A Quote by Rajneesh

The world is against individuality. It is against your being just your natural self. It wants you just to be a robot, and because you have agreed to be a robot you are in trouble. You are not a robot.
In the smart home of the future, there should be a robot designed to talk to you. With enough display technology, connectivity, and voice recognition, this human-interface robot or head-of-household robot will serve as a portal to the digital domain. It becomes your interface to your robot-enabled home.
When you program a robot to be intelligent, you learn a number of things. You become very humble and develop enormous respect for natural intelligence because, even if you work day and night for several years, your robot isn't that smart after all.
And once an intelligent robot exists, it is only a small step to a robot species - to an intelligent robot that can make evolved copies of itself.
You're not going to talk to your vacuum cleaning robot: in fact, you may never see your vacuum cleaning robot because, ideally, you come home every day and your floors are freshly vacuumed.
What did everyone think robot vacuuming was going to be? Well, they think Rosie the Robot from 'The Jetsons,' a human robot that pushed a vacuum. That was never going to happen.
Everybody wants a robot that will do psychotherapy. But If you don't have empathy, you don't have psychotherapy. The robot doesn't know about life.
The Encyclopedia Galactica defines a robot as a mechanical apparatus designed to do the work of a man. The marketing division of the Sirius Cybernetics Corporation defines a robot as "Your Plastic Pal Who's Fun to Be With. The Hitchhiker's Guide to the Galaxy defines the marketing devision of the Sirius Cybernetic Corporation as "a bunch of mindless jerks who'll be the first against the wall when the revolution comes.
If you make your robot look exactly like Albert Einstein, then the robot better be as smart as Einstein, or its user is going to feel cheated.
Now, the big box office successes are superhero stories. It seems there's a lowest common denominator mentality, in terms of movies that are almost purely visual, that anyone can understand anywhere in the world. Good robot, bad robot: they fight. You don't need to know anything apart from that. And then we can make toys that look like that robot - and sell those toys or video games.
For now, we assume that self-evolving robots will learn to mimic human traits, including, eventually, humor. And so, I can't wait to hear the first joke that one robot tells to another robot.
I also know that in the second movie, the sequel, Eric made some huge advances with the robot suit. That just made it even better. You put the suit on and moved your arms then the robot's arms would move in sync with yours.
Rebecca Black might sing like a robot, but that's just proof she has evolved beyond us. Her vocal is just a slightly exaggerated version of the robot glitch-twitch stutter that's been mainstream pop vocalese for the past 10 years or so.
A robot-arm in a factory doesn't decide minute by minute whether to rivet or revolt - it just does the job is has literally been trained to do. It's if and when we build a conscious robot that we may have to worry.
A South Korean inventor has finally created the robot that mankind has been waiting for. Scientists who have been worried about the robot apocalypse can finally set aside their fears thanks to the new robot Drinky, machines are no longer going to enslave us. They're going to puke on our shoes.
I don't mind dancing the robot if the chemicals are ok, but beyond that the robot will not pull my strings.
I actually oddly have done another robot motion capture. I did Sonny in I, Robot.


» WHAT IS REQUIRED
From the line containing "i am looking for *billboard*." down to the last line of the material, return those lines verbatim and only those.
————————
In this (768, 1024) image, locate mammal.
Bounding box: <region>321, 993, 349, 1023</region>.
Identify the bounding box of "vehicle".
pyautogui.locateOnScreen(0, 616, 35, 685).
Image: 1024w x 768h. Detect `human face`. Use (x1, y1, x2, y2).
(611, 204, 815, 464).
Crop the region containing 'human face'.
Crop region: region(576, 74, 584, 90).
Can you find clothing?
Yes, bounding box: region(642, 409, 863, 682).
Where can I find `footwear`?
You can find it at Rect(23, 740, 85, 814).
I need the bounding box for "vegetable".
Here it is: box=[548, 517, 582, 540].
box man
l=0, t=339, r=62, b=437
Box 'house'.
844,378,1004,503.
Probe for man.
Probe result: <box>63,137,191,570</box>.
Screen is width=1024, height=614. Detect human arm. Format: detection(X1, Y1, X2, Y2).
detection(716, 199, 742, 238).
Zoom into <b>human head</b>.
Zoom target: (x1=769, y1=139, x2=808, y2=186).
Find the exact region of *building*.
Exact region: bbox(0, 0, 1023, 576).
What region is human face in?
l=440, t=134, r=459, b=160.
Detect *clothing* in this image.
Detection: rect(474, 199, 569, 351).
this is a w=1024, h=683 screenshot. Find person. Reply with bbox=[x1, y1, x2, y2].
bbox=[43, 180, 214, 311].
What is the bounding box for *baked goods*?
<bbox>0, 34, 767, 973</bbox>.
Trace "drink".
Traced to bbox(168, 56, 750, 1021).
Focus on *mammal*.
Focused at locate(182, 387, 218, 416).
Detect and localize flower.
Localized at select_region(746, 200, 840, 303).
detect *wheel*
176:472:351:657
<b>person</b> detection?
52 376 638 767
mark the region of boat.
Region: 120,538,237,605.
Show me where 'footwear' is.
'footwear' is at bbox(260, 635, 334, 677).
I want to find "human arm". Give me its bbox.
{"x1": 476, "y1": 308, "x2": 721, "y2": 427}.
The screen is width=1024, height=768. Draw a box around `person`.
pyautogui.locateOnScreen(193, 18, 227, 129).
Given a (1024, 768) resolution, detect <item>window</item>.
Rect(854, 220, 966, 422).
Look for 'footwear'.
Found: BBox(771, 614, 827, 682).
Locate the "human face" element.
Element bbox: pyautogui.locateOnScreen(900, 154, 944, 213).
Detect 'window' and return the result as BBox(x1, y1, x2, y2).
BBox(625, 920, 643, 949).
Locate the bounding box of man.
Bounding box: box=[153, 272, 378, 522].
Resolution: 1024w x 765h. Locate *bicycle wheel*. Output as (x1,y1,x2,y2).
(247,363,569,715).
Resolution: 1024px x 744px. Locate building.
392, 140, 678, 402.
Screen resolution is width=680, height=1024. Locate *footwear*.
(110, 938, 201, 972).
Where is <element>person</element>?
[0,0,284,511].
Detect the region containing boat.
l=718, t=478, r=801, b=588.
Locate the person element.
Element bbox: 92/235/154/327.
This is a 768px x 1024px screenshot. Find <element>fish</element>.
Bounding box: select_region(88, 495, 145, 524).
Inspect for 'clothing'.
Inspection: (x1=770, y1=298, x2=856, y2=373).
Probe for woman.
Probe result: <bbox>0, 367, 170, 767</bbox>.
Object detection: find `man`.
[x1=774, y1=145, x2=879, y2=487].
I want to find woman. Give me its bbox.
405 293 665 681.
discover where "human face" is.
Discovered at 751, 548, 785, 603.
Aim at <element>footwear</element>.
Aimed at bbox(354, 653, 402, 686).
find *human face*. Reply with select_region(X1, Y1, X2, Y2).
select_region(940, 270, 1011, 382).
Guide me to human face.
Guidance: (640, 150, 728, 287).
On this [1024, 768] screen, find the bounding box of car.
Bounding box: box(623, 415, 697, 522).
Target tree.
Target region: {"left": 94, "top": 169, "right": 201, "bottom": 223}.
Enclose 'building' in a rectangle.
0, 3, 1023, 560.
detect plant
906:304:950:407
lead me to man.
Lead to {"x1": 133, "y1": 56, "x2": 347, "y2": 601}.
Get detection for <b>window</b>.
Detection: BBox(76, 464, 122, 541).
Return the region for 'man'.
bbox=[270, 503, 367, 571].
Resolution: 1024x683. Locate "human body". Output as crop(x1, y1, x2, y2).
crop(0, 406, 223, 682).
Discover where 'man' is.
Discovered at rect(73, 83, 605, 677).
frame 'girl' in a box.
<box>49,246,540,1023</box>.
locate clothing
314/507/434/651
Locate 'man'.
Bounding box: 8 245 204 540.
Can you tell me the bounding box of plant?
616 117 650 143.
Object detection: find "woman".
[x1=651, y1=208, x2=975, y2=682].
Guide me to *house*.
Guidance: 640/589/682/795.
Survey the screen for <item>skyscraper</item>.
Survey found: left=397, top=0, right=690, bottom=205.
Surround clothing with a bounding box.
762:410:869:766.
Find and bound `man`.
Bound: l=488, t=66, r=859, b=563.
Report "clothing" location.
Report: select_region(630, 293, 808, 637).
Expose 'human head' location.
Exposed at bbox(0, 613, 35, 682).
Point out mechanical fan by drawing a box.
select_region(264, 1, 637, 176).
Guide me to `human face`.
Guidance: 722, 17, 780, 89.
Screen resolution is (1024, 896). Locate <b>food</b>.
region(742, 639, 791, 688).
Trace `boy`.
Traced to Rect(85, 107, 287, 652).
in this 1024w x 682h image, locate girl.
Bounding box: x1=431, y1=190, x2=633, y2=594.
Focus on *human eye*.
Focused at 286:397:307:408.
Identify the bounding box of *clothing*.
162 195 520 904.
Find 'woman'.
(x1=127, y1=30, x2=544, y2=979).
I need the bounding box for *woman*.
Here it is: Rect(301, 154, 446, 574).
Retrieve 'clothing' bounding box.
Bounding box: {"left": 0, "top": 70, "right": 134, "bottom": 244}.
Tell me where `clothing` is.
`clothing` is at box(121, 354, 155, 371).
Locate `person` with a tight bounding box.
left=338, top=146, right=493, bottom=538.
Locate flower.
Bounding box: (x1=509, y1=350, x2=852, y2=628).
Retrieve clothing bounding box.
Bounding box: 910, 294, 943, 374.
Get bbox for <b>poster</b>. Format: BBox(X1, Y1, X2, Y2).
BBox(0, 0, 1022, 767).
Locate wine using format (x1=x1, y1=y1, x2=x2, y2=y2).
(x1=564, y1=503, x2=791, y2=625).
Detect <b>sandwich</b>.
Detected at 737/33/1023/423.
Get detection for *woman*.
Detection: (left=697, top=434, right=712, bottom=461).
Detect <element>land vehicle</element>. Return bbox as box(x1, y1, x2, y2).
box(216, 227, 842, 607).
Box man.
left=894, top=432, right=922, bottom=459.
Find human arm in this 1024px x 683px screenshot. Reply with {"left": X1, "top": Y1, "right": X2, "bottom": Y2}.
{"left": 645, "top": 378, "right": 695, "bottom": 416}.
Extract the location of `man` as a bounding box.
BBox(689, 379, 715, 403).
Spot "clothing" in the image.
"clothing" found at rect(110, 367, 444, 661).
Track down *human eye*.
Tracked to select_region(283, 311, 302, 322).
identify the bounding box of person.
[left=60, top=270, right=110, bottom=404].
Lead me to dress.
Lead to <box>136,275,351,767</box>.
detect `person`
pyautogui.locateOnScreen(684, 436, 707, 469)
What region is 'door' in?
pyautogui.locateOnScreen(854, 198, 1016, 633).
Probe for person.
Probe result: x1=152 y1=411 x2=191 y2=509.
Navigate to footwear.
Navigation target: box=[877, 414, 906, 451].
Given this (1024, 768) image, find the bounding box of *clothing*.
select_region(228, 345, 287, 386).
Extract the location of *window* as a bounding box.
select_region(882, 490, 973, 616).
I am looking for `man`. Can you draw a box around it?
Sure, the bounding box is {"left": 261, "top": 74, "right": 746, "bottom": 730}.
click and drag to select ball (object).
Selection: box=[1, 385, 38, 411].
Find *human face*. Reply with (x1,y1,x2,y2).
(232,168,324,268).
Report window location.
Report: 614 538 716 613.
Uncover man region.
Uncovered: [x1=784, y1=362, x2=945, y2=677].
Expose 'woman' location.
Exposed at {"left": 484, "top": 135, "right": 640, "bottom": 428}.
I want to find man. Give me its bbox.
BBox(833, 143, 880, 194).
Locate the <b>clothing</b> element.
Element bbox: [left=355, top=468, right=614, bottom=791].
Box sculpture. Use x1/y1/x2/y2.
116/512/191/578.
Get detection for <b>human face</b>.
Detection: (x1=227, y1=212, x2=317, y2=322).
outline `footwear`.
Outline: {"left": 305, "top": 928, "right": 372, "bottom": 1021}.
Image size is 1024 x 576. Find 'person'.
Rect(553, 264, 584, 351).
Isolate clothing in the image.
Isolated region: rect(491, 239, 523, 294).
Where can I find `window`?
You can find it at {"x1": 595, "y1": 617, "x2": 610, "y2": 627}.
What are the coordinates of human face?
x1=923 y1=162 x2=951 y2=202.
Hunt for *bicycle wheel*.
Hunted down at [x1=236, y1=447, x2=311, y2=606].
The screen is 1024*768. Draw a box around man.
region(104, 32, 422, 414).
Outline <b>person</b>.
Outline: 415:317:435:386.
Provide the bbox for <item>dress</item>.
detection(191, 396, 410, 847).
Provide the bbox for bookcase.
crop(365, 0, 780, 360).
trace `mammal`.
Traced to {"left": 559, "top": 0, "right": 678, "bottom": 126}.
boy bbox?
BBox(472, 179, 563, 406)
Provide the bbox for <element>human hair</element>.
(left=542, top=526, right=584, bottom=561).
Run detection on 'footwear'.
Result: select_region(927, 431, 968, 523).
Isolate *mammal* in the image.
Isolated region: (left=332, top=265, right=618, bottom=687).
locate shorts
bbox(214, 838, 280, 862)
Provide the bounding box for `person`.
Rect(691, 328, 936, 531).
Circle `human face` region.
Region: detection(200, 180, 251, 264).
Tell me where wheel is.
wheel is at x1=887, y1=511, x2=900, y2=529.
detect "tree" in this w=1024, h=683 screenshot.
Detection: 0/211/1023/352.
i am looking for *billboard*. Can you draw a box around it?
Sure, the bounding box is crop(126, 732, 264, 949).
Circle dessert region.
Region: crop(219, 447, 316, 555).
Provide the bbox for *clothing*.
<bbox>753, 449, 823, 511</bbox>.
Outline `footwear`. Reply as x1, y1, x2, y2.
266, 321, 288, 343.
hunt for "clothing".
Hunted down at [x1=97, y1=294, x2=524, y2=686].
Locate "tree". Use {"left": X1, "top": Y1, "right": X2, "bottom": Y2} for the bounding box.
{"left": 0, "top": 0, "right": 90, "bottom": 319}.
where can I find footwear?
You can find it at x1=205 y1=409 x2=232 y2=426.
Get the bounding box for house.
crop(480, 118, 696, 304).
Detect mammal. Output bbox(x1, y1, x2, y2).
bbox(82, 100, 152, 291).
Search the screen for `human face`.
————————
» SOLUTION FOR THIS TASK
i am looking for *billboard*. Can you draw a box around it?
Sure, the bounding box is crop(126, 732, 264, 949).
Circle dessert region.
Region: crop(219, 447, 316, 555).
Provide the bbox for *clothing*.
<bbox>753, 449, 823, 511</bbox>.
Outline `footwear`. Reply as x1, y1, x2, y2.
266, 321, 288, 343.
hunt for "clothing".
Hunted down at [x1=97, y1=294, x2=524, y2=686].
Locate "tree". Use {"left": X1, "top": Y1, "right": X2, "bottom": Y2} for the bounding box.
{"left": 0, "top": 0, "right": 90, "bottom": 319}.
where can I find footwear?
You can find it at x1=205 y1=409 x2=232 y2=426.
Get the bounding box for house.
crop(480, 118, 696, 304).
Detect mammal. Output bbox(x1, y1, x2, y2).
bbox(82, 100, 152, 291).
Search the screen for `human face`.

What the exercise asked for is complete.